Monday, January 14, 2008

Patrons Drink, Hoist Glasses to Toast Benicia

By Corey Lyons
Contra Costa Newspapers
Feb. 9, 2003

BENICIA -- It's the little beer bar with a sweeping view of the Carquinez Strait, a waterfront watering hole offering slabs of gravy-smothered meatloaf and cold Bud.

But Cliff's Pleasant View, which sits on a knoll above the Ninth Street dock, is serving its last round of raucous good cheer.

After 36 years, the pub and the prime property on which it sits are for sale.

The $2.2 million asking price is indicative of a glorious view that follows a ribbon of milky green waters under a bridge and to a vanishing point.

No one knows what will become of Cliff's, which operates out of a former grocery store building. Some say it may be razed in favor of condo units or replaced by a spectacular house.
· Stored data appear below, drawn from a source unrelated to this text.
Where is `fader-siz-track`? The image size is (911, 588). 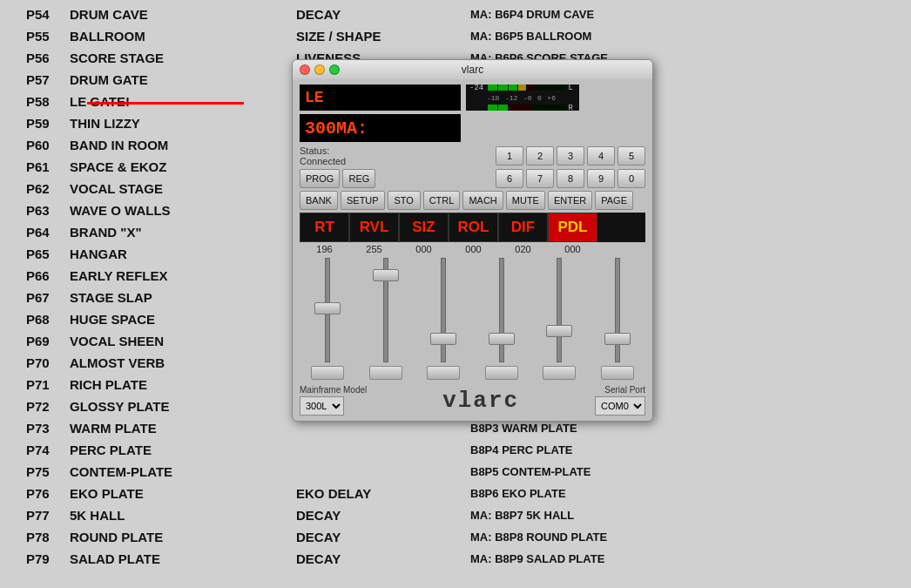
fader-siz-track is located at coordinates (443, 310).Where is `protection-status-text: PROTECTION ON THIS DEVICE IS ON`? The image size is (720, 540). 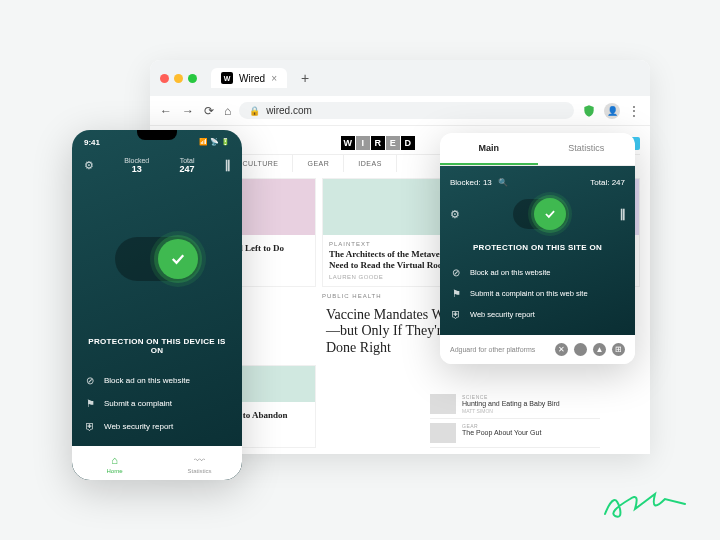
protection-status-text: PROTECTION ON THIS DEVICE IS ON is located at coordinates (157, 353).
In any case, the prospect of a true "last call" here is leaving the regulars feeling a little nostalgic. "I'm devastated. Where we gonna go?" asked Jerri Davis, who moved back to Benicia from Los Angeles a year ago and found renewed comfort at Cliff's.

"Mostly, we don't socialize outside the bar," she added, sipping an iced tea at the front counter. "This place is like an extension of the family."

Cliff's occupies a small building that looks like a rundown house near a leaning lamp post. Christmas lights dangle above a front window.

Inside, manager Valerie Seiffert serves piping-hot bowls of fresh chili, piles of meatloaf, French dip, cold brew, even advice for the down and out.

"They let it all hang out in here," said Seiffert, a jovial woman in a pair of oversized eyeglasses.

It was her late husband, Willie Seiffert, and her brother, Ed Zabaszkiewicz, who bought the tiny former grocery store and opened a pub in 1967.

"It was just a little beer bar -- five for a dollar, in fact," said Valerie Seiffert, who has worked behind the counter since the early 1970s. "We didn't even have wine in those days."

The wine started flowing in 1977 after a license was procured. It led to a quickly implemented store policy: Cliff's would no longer be open New Year's Eve.

"People didn't know how to stop drinking," Seiffert said of the Dec. 31 experiment. "The first year we had our wine license,
five minutes after midnight guys were beating each other up with empty wine bottles."

It's been a mostly pleasant place since.

"You don't have to worry about anything in here. You can get messed up without worrying about gettin' in a fight," said Vance Mayton, a disabled construction worker.

Folks have come in for giant crab feeds, pool tournaments, to help peel potatoes in the cramped kitchen or for live entertainment -- courtesy of a few drunks with a sharp wit.

The joint's late-night meals, good company and famed views have drawn a wide cast of characters, including refinery workers, laborers, retirees, fishermen, doctors and drifters.

"It used to be all blue-collar types. Then, guys with ties," said Seiffert, a Chicago native now in her 60s. Seiffert has continued to manage the bar, even after it was no longer owned by her family.

On a recent day, a retired teacher working on a book about the history of time sat near a mother and her daughter who came in for meatloaf to beat the lunch crowd.

Don Georgetti, a sales manager for Budweiser who supplies Cliff's with its favorite drink, sat down for lunch.

"Look at the view," he said, pointing out the window. "You can fish down there, sunbathe over there and windsurf right there."
Cliff's went up for sale in October. One written offer ended without a deal.

The owners told Seiffert that they wanted more time to travel, that the time was just right.

Located in a residential area, the 2-acre property at 850 West Ninth St. includes a mixed-use zone, meaning the parcel on which the restaurant sits can be used for a house or a business. Or both.

"We're bummed. We're really bummed," said Shelley Marksbury, who moved into a longtime family house next door with her husband, John. "They've got the greatest food."

Whatever fate awaits Cliff's, though, no doubt its heralded view will be spared.